What is the connection between the field of supported
nanoclusters and the problem of oxygen vacancies at oxide
surfaces? Here we have to think about what happens when the
metal atoms are deposited onto the oxide surface from the
vapor phase. The atoms impinging on the surface can stick to it,
diffuse on the surface, or re-evaporate, depending on the
strength of the interaction with the substrate, of their kinetic
energy, and of the amount of thermal energy in the system. In
the process of diffusing on the surface, it can happen that the
atoms encounter a specific site where the interaction is stronger
and the diffusion barrier is higher. On these sites the atoms
remain trapped and there is a given probability that a second
atom diffusing on the surface binds to the first one, which gives
rise to the nucleation and growth of the metal cluster. It is a
general belief that oxygen vacancies are among the most likely
sites for the nucleation to occur. For instance, the group of
Besenbacher has shown recently that on the rutile TiO2(110)
surface the active nucleation sites for Au clusters are the
bridging oxygen vacancies; see Figure 9.[24] Even when the

Figure 8. EPR spectra of an activated MgO surface exhibits the typical signal
assigned to trapped electrons (top); after exposure to N2 at 77 K the spectra
changes dramatically indicating the formation of a new species (center); the
simulated spectrum (bottom) indicates that the new species corresponds to the
N2 radical anion formed by electron transfer from the surface. Reproduced from
ref. [20], with permission of the American Chemical Society.

Figure 9. a) STM image of a small Au clusters on TiO2 . Vacancies are marked


on a defect-free MgO surface, N2 does not stick even at a very with squares. b) Simulated STM image of a single Au atom trapped in a oxygen
vacancy. c) Line profiles comparing DFT theoretical results and experiment.
low temperature. Reproduced from ref. [24], with permission of the American Physical Society.

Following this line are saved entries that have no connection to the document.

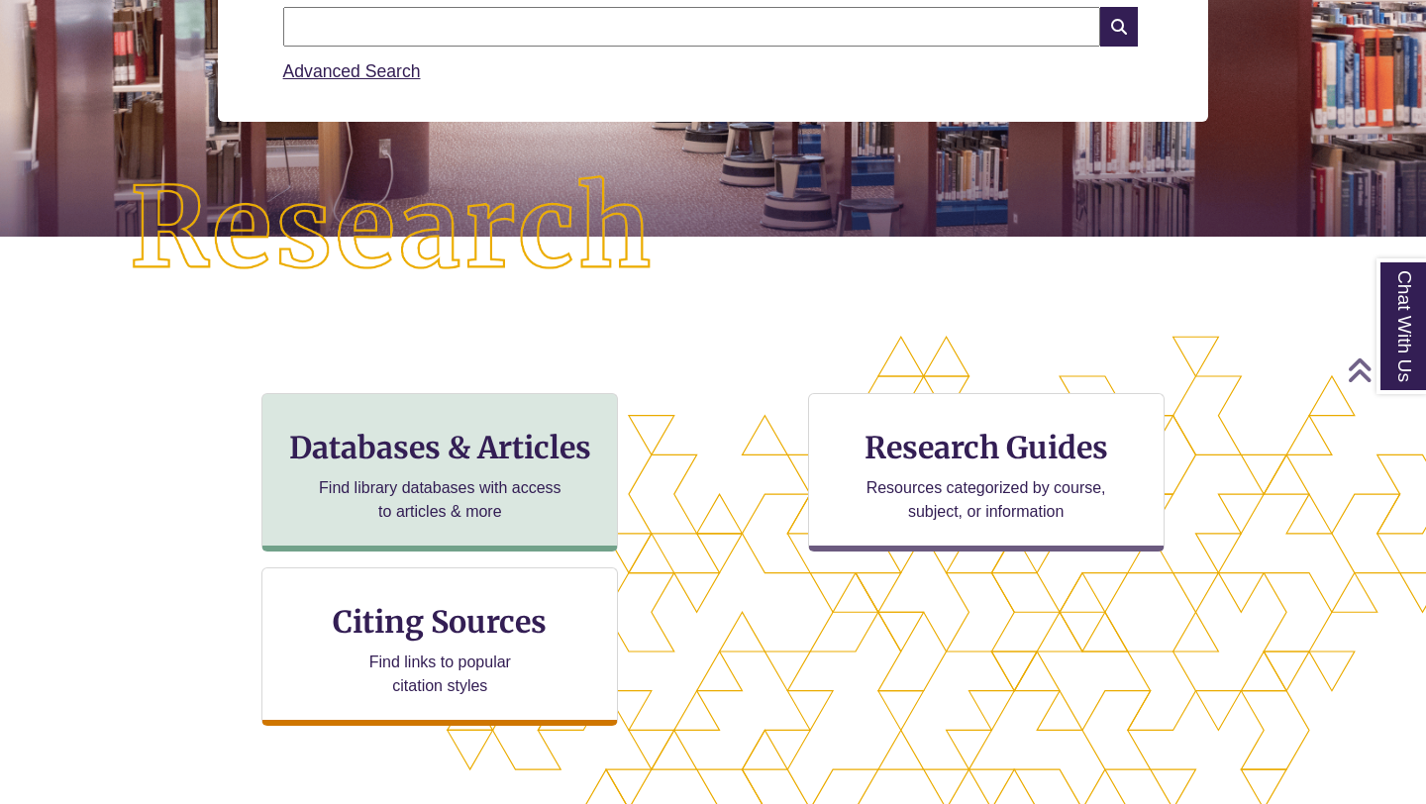  Describe the element at coordinates (985, 500) in the screenshot. I see `p: Resources categorized by course, subject, or information` at that location.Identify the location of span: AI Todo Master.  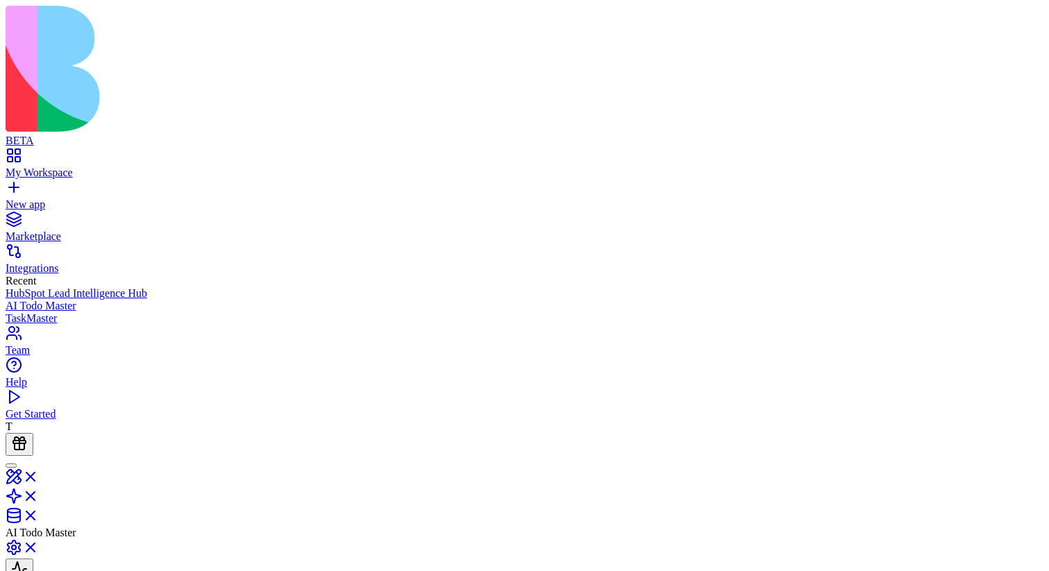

clusters are generated in the gas-phase and soft-land on the


Point Defects and Supported Metal Clusters
oxide surface there is indication that oxygen vacancies are
Oxygen vacancies are relevant not only in catalysis by oxides. important for their stabilization. The binding of a metal atom or a
Recently it has been suggested that they can play an important cluster to an oxygen vacancy can be three to four times larger
role in tuning the activity of supported metal nanoparticles. We than on the regular sites.[25, 26] It is not surprising that these are

CHEMPHYSCHEM 2003, 4, 1041 1047 www.chemphyschem.org 2003 Wiley-VCH Verlag GmbH & Co. KGaA, Weinheim 1045
G. Pacchioni

the most likely sites for the nucleation to occur, as demonstrated of the static and dynamic behavior of point defects at oxide
in Figure 10. It should be mentioned, however, that some surfaces.
theoretical studies cast doubts on this view, at least for the
transition-metal atoms at the right of the periodic table.[27] But
there is also another reason why these centers are important. For Acknowledgements

Work supported by the Italian Institute of Condensed Matter


Physics (INFM) through the PRA-ISADORA project. The author
thanks Annalisa Del Vitto, Cristiana Di Valentin, Livia Giordano,
and Davide Ricci for their valuable input, and thanks R. Schaub, F.
Besenbacher, M. Chiesa, D. Donadio, E. Giamello, M. Bernasconi,
and M. R. Castell for making available some original and some
unpublished pictures from their work.